Manoj Srinivasan
Webpage for the paperTitle Rocking and rolling: A can which seems to rock might actually roll
Authors Manoj Srinivasan and Andy Ruina
Preprint PDF download (earlier version)
Video
This is a video (6.5 MB) of an experiment involving toppling a cylinder repeatedly. The cylinder
never falls onto the diametrically opposite side, but on average about 35-40 degrees to the left or
to the right. The paper explains this curious phenomenon.
Abstract
A beer bottle or soda can on a table, when slightly tipped and released, falls to an upright position and then rocks up to a somewhat opposite tilt. Superficially this rocking motion involves a collision when the flat circular base of the container slaps the table before rocking up to the opposite tilt. A keen eye notices that the after-slap rising tilt is not generally just diametrically opposite the initial tilt but is veered to one side or the other. Cushman and Duistermaat (2006) recently noticed such veering when a flat disk with rolling boundary conditions is dropped nearly flat.
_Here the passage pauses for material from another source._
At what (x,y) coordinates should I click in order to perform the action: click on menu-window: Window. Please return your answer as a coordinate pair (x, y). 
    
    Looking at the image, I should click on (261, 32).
Here, we generalize these rolling disk results to arbitrary axi-symmetric bodies and to frictionless sliding. More specifically, we study motions that almost but do not quite involve a face-down collision of the round container's bottom with the table-top. These motions involve a sudden rapid motion of the contact point around the circular base. Surprisingly, like for the rolling disk, the net angle of motion of this contact point is nearly independent of initial conditions. This angle of turn depends simply on the geometry and mass distribution but not on the moment of inertia about the symmetry axis. We derive simple asymptotic formulas for this "angle of turn" of the contact point and check the result with numerics and with simple experiments. For tall containers (height much bigger than radius) the angle of turn is just over $\pi$ and the sudden rolling motion superficially appears as a nearly symmetric collision leading to leaning on an almost diametrically opposite point on the bottom rim.